Thomas also faced questions about the “interference temperature” proceeding the FCC opened last fall. The point would be to place a cap on the noise environment in which receivers operated. To the extent a ceiling in a band wasn’t reached, a user operating below that threshold would gain additional operating flexibility. The idea has “generated tremendous” concern in some quarters, Thomas said. He stressed that the proceeding the FCC opened was taking a limited approach, trying out the idea in spectrum for high- powered satellite uplinks. “One thing that is clear to me is that we're not going to do it everywhere, we may not go beyond the bands we have chosen,” he said. If the idea is used in other bands, the Commission would take care to protect incumbents, he said: “The FCC is not on a binge. We are going to do this slowly, judiciously.”
“I am all for technology innovation and a new paradigm in spectrum management,” said Sean O'Hara, research & communications engineer for Syracuse Research Corp. “I'm wondering if a lot of resources that went into these dockets such as the interference temperature docket and the cognitive radio docket could be better put into some of the more urgent public safety issues.” He said public safety agencies had weighed in at the FCC on how analog stations could share more of the 700 MHz spectrum with public safety officials, who wouldn’t have full access to 24 MHz in that band until the DTV transition was complete.

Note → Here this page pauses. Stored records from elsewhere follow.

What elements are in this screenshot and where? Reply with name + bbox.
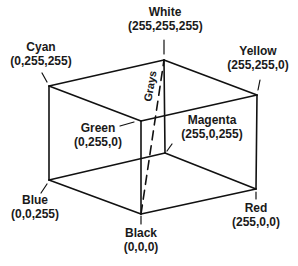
label-black: Black (0,0,0) [116,226,166,254]
leader-cyan [42,73,47,82]
label-green-name: Green [68,121,128,135]
edge-cyan-green [49,86,141,121]
label-blue-rgb: (0,0,255) [6,207,64,221]
label-magenta: Magenta (255,0,255) [172,113,252,141]
label-blue-name: Blue [6,193,64,207]
label-blue: Blue (0,0,255) [6,193,64,221]
label-magenta-name: Magenta [172,113,252,127]
label-cyan-name: Cyan [5,40,77,54]
label-red-name: Red [226,201,286,215]
leader-blue [41,184,47,193]
edge-white-magenta [164,60,165,153]
label-white-rgb: (255,255,255) [128,19,202,33]
label-yellow: Yellow (255,255,0) [222,44,294,72]
leader-magenta [167,144,172,151]
label-red-rgb: (255,0,0) [226,215,286,229]
label-green-rgb: (0,255,0) [68,135,128,149]
label-cyan-rgb: (0,255,255) [5,54,77,68]
label-green: Green (0,255,0) [68,121,128,149]
label-magenta-rgb: (255,0,255) [172,127,252,141]
label-white-name: White [128,5,202,19]
edge-yellow-red [256,95,257,189]
leader-yellow [258,80,260,90]
label-white: White (255,255,255) [128,5,202,33]
label-black-rgb: (0,0,0) [116,240,166,254]
label-black-name: Black [116,226,166,240]
label-red: Red (255,0,0) [226,201,286,229]
label-yellow-rgb: (255,255,0) [222,58,294,72]
label-yellow-name: Yellow [222,44,294,58]
label-cyan: Cyan (0,255,255) [5,40,77,68]
rgb-color-cube-diagram: White (255,255,255) Cyan (0,255,255) Yel… [0,0,298,266]
edge-magenta-red [165,153,256,189]
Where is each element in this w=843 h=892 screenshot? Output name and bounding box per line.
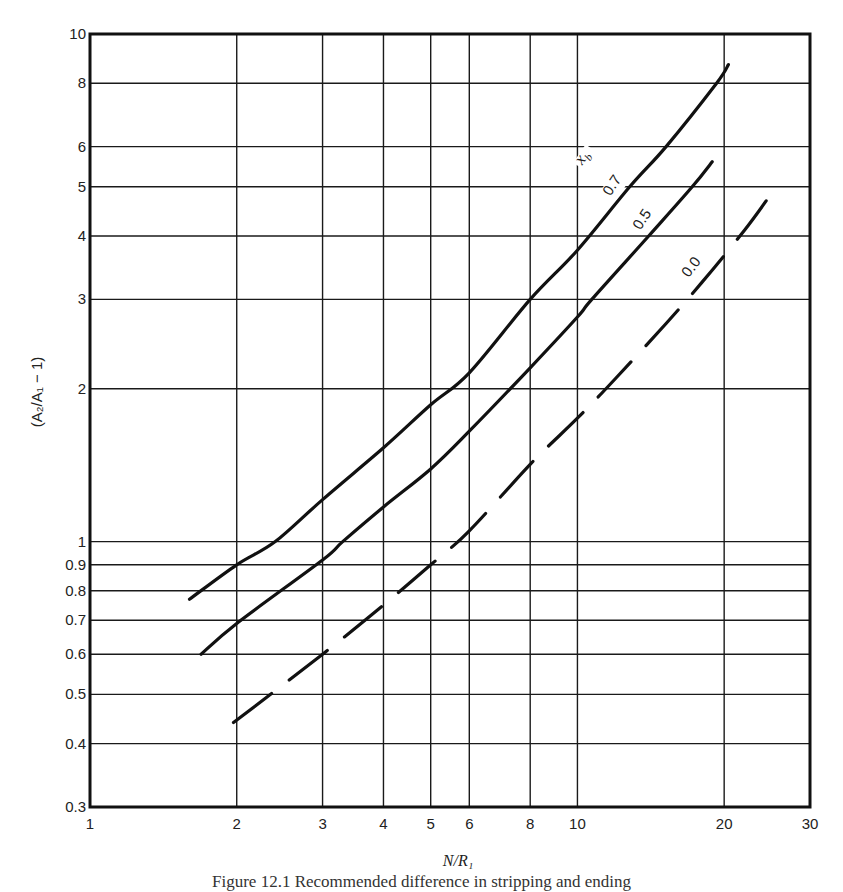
plot-frame bbox=[90, 34, 810, 807]
y-tick-label: 3 bbox=[78, 290, 86, 307]
y-tick-label: 1 bbox=[78, 533, 86, 550]
y-tick-label: 0.5 bbox=[65, 685, 86, 702]
y-tick-label: 8 bbox=[78, 74, 86, 91]
x-tick-label: 1 bbox=[86, 815, 94, 832]
y-axis-title: (A₂/A₁ − 1) bbox=[28, 357, 45, 428]
y-tick-label: 0.4 bbox=[65, 735, 86, 752]
x-tick-label: 10 bbox=[569, 815, 586, 832]
x-tick-label: 6 bbox=[465, 815, 473, 832]
y-tick-label: 0.3 bbox=[65, 798, 86, 815]
figure-caption: Figure 12.1 Recommended difference in st… bbox=[0, 872, 843, 892]
x-axis-title: N/R₁ bbox=[442, 852, 473, 869]
y-tick-label: 5 bbox=[78, 178, 86, 195]
x-tick-label: 5 bbox=[427, 815, 435, 832]
x-tick-label: 8 bbox=[526, 815, 534, 832]
grid bbox=[90, 34, 810, 807]
x-tick-label: 4 bbox=[379, 815, 387, 832]
x-tick-labels: 1234568102030 bbox=[86, 815, 819, 832]
y-tick-label: 10 bbox=[69, 25, 86, 42]
y-tick-label: 0.6 bbox=[65, 645, 86, 662]
y-tick-labels: 0.30.40.50.60.70.80.9123456810 bbox=[65, 25, 86, 815]
y-tick-label: 0.7 bbox=[65, 611, 86, 628]
y-tick-label: 2 bbox=[78, 380, 86, 397]
y-tick-label: 4 bbox=[78, 227, 86, 244]
x-tick-label: 2 bbox=[233, 815, 241, 832]
y-tick-label: 6 bbox=[78, 138, 86, 155]
x-tick-label: 30 bbox=[802, 815, 819, 832]
curves bbox=[190, 65, 769, 723]
x-tick-label: 20 bbox=[716, 815, 733, 832]
plot-border bbox=[90, 34, 810, 807]
y-tick-label: 0.9 bbox=[65, 556, 86, 573]
x-tick-label: 3 bbox=[318, 815, 326, 832]
y-tick-label: 0.8 bbox=[65, 582, 86, 599]
series-line-0.7 bbox=[190, 65, 729, 600]
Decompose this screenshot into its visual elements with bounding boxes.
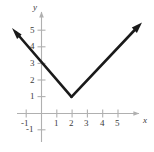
x-tick-label-2: 2	[69, 119, 74, 128]
y-tick-label-2: 2	[30, 76, 35, 85]
y-tick-label-5: 5	[30, 26, 35, 35]
x-tick-label-5: 5	[115, 119, 120, 128]
x-tick-label-3: 3	[84, 119, 89, 128]
x-tick-label-1: 1	[54, 119, 59, 128]
y-tick-label-4: 4	[30, 42, 35, 51]
y-tick-label-1: 1	[30, 92, 35, 101]
coordinate-plane	[0, 0, 154, 152]
graph-figure: y x 5 4 3 2 1 -1 -1 1 2 3 4 5	[0, 0, 154, 152]
x-axis-label: x	[143, 116, 147, 125]
x-tick-label-neg1: -1	[21, 119, 29, 128]
x-tick-label-4: 4	[100, 119, 105, 128]
y-tick-label-3: 3	[30, 59, 35, 68]
y-axis-label: y	[33, 3, 37, 12]
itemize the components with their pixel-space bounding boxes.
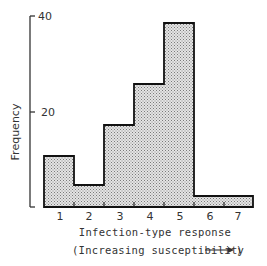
histogram-bars <box>44 23 253 207</box>
x-axis-label: Infection-type response <box>79 226 231 238</box>
x-tick-1: 1 <box>57 210 64 223</box>
x-axis-note-close-paren: ) <box>236 244 243 256</box>
histogram-area <box>44 23 253 207</box>
susceptibility-note: (Increasing susceptibility ) <box>72 244 244 256</box>
x-tick-7: 7 <box>235 210 242 223</box>
x-tick-5: 5 <box>177 210 184 223</box>
x-tick-6: 6 <box>207 210 214 223</box>
x-tick-2: 2 <box>86 210 93 223</box>
x-tick-3: 3 <box>117 210 124 223</box>
x-tick-4: 4 <box>147 210 154 223</box>
histogram-chart: 40 20 Frequency 1 2 3 4 5 6 7 Infection-… <box>0 0 267 266</box>
y-tick-40: 40 <box>38 10 52 23</box>
y-axis-label: Frequency <box>9 103 22 160</box>
y-tick-20: 20 <box>41 106 55 119</box>
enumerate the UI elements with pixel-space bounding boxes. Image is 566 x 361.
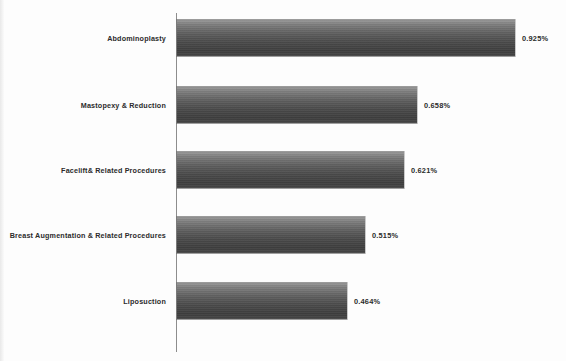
bar-chart: Abdominoplasty 0.925% Mastopexy & Reduct… — [0, 0, 566, 361]
bar-value-label: 0.621% — [411, 165, 437, 174]
bar-row: Breast Augmentation & Related Procedures… — [0, 202, 566, 267]
bar-breast-augmentation-related-procedures[interactable] — [177, 216, 365, 253]
bar-category-label: Abdominoplasty — [0, 33, 166, 42]
bar-category-label: Liposuction — [0, 296, 166, 305]
bar-liposuction[interactable] — [177, 282, 347, 319]
bar-row: Facelift& Related Procedures 0.621% — [0, 137, 566, 202]
bar-facelift-related-procedures[interactable] — [177, 151, 404, 188]
bar-row: Liposuction 0.464% — [0, 268, 566, 333]
bar-row: Mastopexy & Reduction 0.658% — [0, 72, 566, 137]
bar-category-label: Mastopexy & Reduction — [0, 100, 166, 109]
bar-category-label: Breast Augmentation & Related Procedures — [0, 230, 166, 239]
plot-area: Abdominoplasty 0.925% Mastopexy & Reduct… — [0, 0, 566, 361]
bar-row: Abdominoplasty 0.925% — [0, 5, 566, 70]
bar-value-label: 0.515% — [372, 230, 398, 239]
bar-mastopexy-reduction[interactable] — [177, 86, 417, 123]
bar-abdominoplasty[interactable] — [177, 19, 515, 56]
bar-category-label: Facelift& Related Procedures — [0, 165, 166, 174]
bar-value-label: 0.925% — [522, 33, 548, 42]
bar-value-label: 0.464% — [354, 296, 380, 305]
bar-value-label: 0.658% — [424, 100, 450, 109]
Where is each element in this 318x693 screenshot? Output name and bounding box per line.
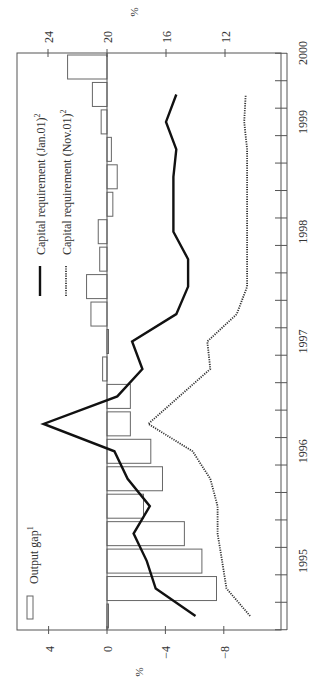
output-gap-bar bbox=[103, 357, 107, 381]
output-gap-bar bbox=[100, 247, 107, 271]
output-gap-bar bbox=[101, 110, 107, 134]
legend-superscript: 2 bbox=[59, 109, 68, 113]
output-gap-bar bbox=[107, 577, 217, 601]
right-axis-tick-label: 16 bbox=[160, 31, 174, 43]
output-gap-bar bbox=[91, 302, 107, 326]
right-axis-tick-label: 12 bbox=[219, 31, 233, 43]
output-gap-bar bbox=[92, 82, 107, 106]
date-axis-year-label: 1996 bbox=[296, 439, 310, 463]
output-gap-bar bbox=[107, 165, 117, 189]
left-axis-tick-label: −8 bbox=[218, 646, 232, 659]
date-axis-year-label: 1998 bbox=[296, 220, 310, 244]
output-gap-bar bbox=[107, 192, 113, 216]
output-gap-bar bbox=[107, 522, 184, 546]
left-axis-label: % bbox=[133, 667, 145, 676]
right-axis-tick-label: 24 bbox=[42, 31, 56, 43]
output-gap-bar bbox=[107, 137, 111, 161]
output-gap-bar bbox=[98, 220, 107, 244]
rotated-chart: 40−4−8%24201612%199519961997199819992000… bbox=[0, 0, 318, 693]
output-gap-bar bbox=[107, 494, 144, 518]
output-gap-bars bbox=[68, 55, 217, 628]
legend-bar-swatch bbox=[27, 596, 33, 619]
output-gap-bar bbox=[87, 275, 107, 299]
legend-superscript: 2 bbox=[33, 113, 42, 117]
date-axis-year-label: 1995 bbox=[296, 549, 310, 573]
legend-output-gap-label: Output gap1 bbox=[26, 526, 41, 584]
legend-nov01-label: Capital requirement (Nov.01)2 bbox=[59, 109, 74, 255]
date-axis-year-label: 1997 bbox=[296, 330, 310, 354]
legend-jan01-label: Capital requirement (Jan.01)2 bbox=[33, 113, 48, 255]
legend: Output gap1Capital requirement (Jan.01)2… bbox=[26, 109, 74, 619]
left-axis-tick-label: 0 bbox=[101, 646, 115, 652]
output-gap-bar bbox=[107, 412, 130, 436]
output-gap-bar bbox=[68, 55, 107, 79]
left-axis-tick-label: 4 bbox=[43, 646, 57, 652]
right-axis-label: % bbox=[128, 7, 140, 16]
legend-superscript: 1 bbox=[26, 526, 35, 530]
date-axis-year-label: 1999 bbox=[296, 110, 310, 134]
output-gap-bar bbox=[107, 549, 202, 573]
date-axis-year-label: 2000 bbox=[296, 41, 310, 65]
left-axis-tick-label: −4 bbox=[159, 646, 173, 659]
right-axis-tick-label: 20 bbox=[101, 31, 115, 43]
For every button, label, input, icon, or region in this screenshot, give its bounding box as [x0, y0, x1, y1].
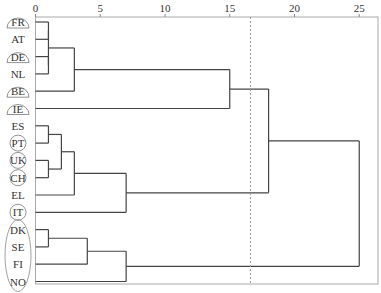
x-tick-label: 10 [160, 2, 172, 14]
leaf-label-at: AT [11, 33, 25, 45]
leaf-label-dk: DK [10, 224, 26, 236]
leaf-labels: FRATDENLBEIEESPTUKCHELITDKSEFINO [5, 16, 31, 292]
leaf-label-es: ES [12, 120, 25, 132]
leaf-label-no: NO [10, 276, 26, 288]
x-tick-label: 25 [354, 2, 366, 14]
leaf-label-uk: UK [10, 154, 26, 166]
x-axis-ticks: 0510152025 [33, 2, 366, 17]
x-tick-label: 20 [289, 2, 301, 14]
x-tick-label: 5 [98, 2, 104, 14]
dendrogram-links [36, 22, 360, 282]
leaf-label-pt: PT [12, 137, 25, 149]
leaf-label-ch: CH [10, 172, 25, 184]
leaf-label-nl: NL [11, 68, 26, 80]
leaf-label-se: SE [12, 241, 25, 253]
x-tick-label: 0 [33, 2, 39, 14]
x-tick-label: 15 [224, 2, 236, 14]
dendrogram-chart: 0510152025 FRATDENLBEIEESPTUKCHELITDKSEF… [0, 0, 381, 293]
leaf-label-it: IT [13, 206, 24, 218]
leaf-label-fi: FI [13, 258, 23, 270]
leaf-label-el: EL [11, 189, 25, 201]
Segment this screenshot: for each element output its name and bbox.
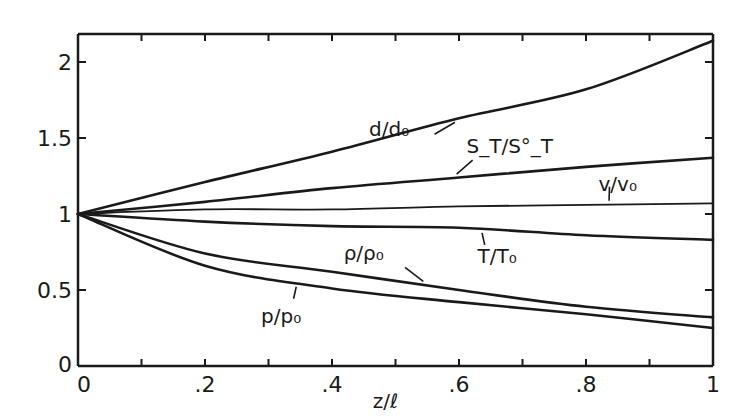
series-label-st: S_T/S°_T	[467, 134, 554, 158]
leader-line-p	[294, 287, 297, 299]
x-tick-label: .2	[195, 372, 216, 397]
axes	[78, 34, 713, 366]
series-line-rho	[78, 214, 713, 317]
x-axis-title: z/ℓ	[373, 389, 399, 413]
series-labels: d/d₀S_T/S°_Tv/v₀T/T₀ρ/ρ₀p/p₀	[261, 117, 637, 328]
x-tick-label: .4	[322, 372, 343, 397]
y-tick-label: 1.5	[37, 126, 72, 151]
leader-line-rho	[405, 267, 423, 281]
leader-line-st	[457, 160, 473, 174]
y-tick-label: 0.5	[37, 278, 72, 303]
tick-labels: 0.2.4.6.8100.511.52	[37, 50, 720, 397]
x-tick-label: 1	[706, 372, 720, 397]
series-label-t: T/T₀	[476, 244, 516, 268]
series-label-d: d/d₀	[369, 117, 409, 141]
y-tick-label: 1	[58, 202, 72, 227]
x-tick-label: .8	[576, 372, 597, 397]
ticks	[78, 34, 713, 366]
y-tick-label: 2	[58, 50, 72, 75]
x-tick-label: .6	[449, 372, 470, 397]
x-tick-label: 0	[77, 372, 91, 397]
line-chart: 0.2.4.6.8100.511.52 d/d₀S_T/S°_Tv/v₀T/T₀…	[0, 0, 741, 418]
series-label-rho: ρ/ρ₀	[344, 241, 384, 265]
y-tick-label: 0	[58, 352, 72, 377]
series-label-v: v/v₀	[599, 172, 637, 196]
series-line-t	[78, 214, 713, 240]
series-label-p: p/p₀	[261, 304, 301, 328]
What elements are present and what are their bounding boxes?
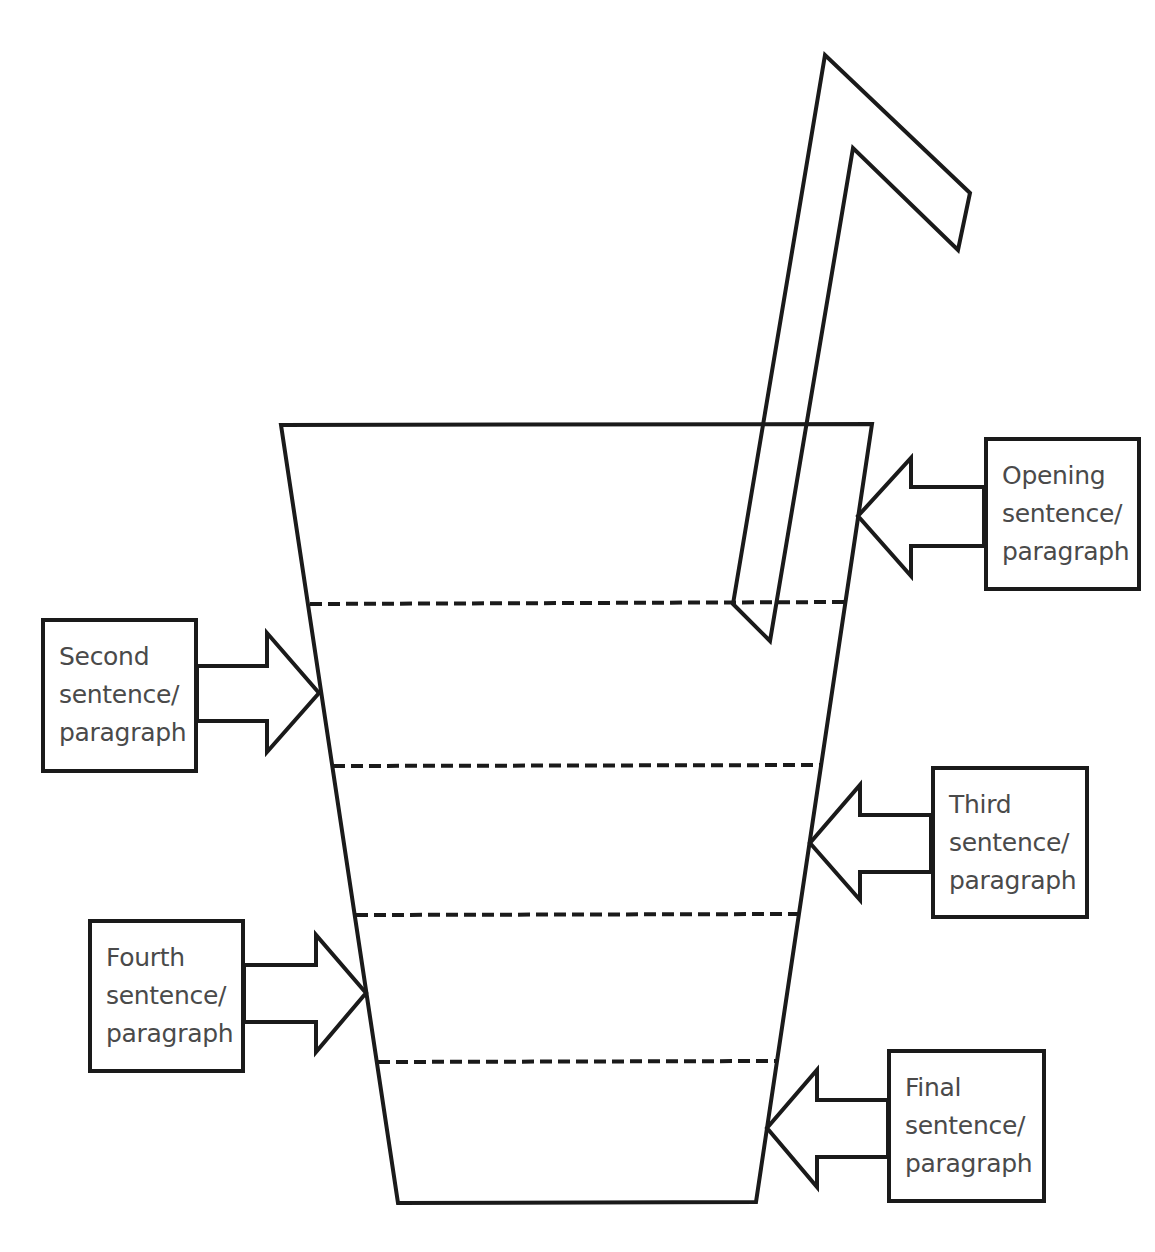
label-opening-line1: Opening [1002, 457, 1127, 495]
label-fourth-line2: sentence/ [106, 977, 231, 1015]
label-second-line1: Second [59, 638, 184, 676]
label-final-line3: paragraph [905, 1145, 1032, 1183]
label-second-line3: paragraph [59, 714, 184, 752]
section-divider-2 [333, 765, 821, 766]
label-fourth-line1: Fourth [106, 939, 231, 977]
arrow-second-icon [197, 633, 319, 752]
arrow-third-icon [810, 785, 931, 900]
label-fourth-line3: paragraph [106, 1015, 231, 1053]
label-third-line2: sentence/ [949, 824, 1075, 862]
label-third: Third sentence/ paragraph [931, 766, 1089, 919]
label-fourth: Fourth sentence/ paragraph [88, 919, 245, 1073]
label-opening: Opening sentence/ paragraph [984, 437, 1141, 591]
arrow-fourth-icon [244, 935, 366, 1052]
cup-outline [281, 424, 872, 1203]
label-opening-line2: sentence/ [1002, 495, 1127, 533]
label-opening-line3: paragraph [1002, 533, 1127, 571]
label-final-line2: sentence/ [905, 1107, 1032, 1145]
label-final-line1: Final [905, 1069, 1032, 1107]
arrow-final-icon [767, 1070, 888, 1187]
arrow-opening-icon [858, 458, 984, 576]
label-final: Final sentence/ paragraph [887, 1049, 1046, 1203]
label-second-line2: sentence/ [59, 676, 184, 714]
label-third-line1: Third [949, 786, 1075, 824]
label-third-line3: paragraph [949, 862, 1075, 900]
label-second: Second sentence/ paragraph [41, 618, 198, 773]
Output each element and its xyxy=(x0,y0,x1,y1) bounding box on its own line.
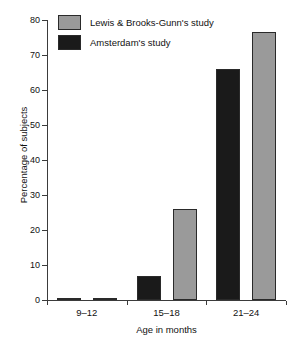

On interference temperature, Gallagher said “it’s a wonderful efficiency discipline on spectrum use. As we look at spectrum use in this country, the way forward is through sharing and sharing technologies.” He said the idea was important for “sending signals” to the high-tech sector that it had a shot at getting new sharing technologies through the regulatory process. Technologies such as cognitive radio systems ultimately free spectrum capacity for creative uses, including in public safety, Gallagher said. For entities that aren’t using their spectrum at optimum capacity, it “quickens their pace” to either use it better or explore sharing opportunities with others, he said. “It’s not clear if it’s a good idea. It’s not clear if it’s a bad idea,” Thomas said of the interference temperature idea. “It’s certainly not a fait accompli.”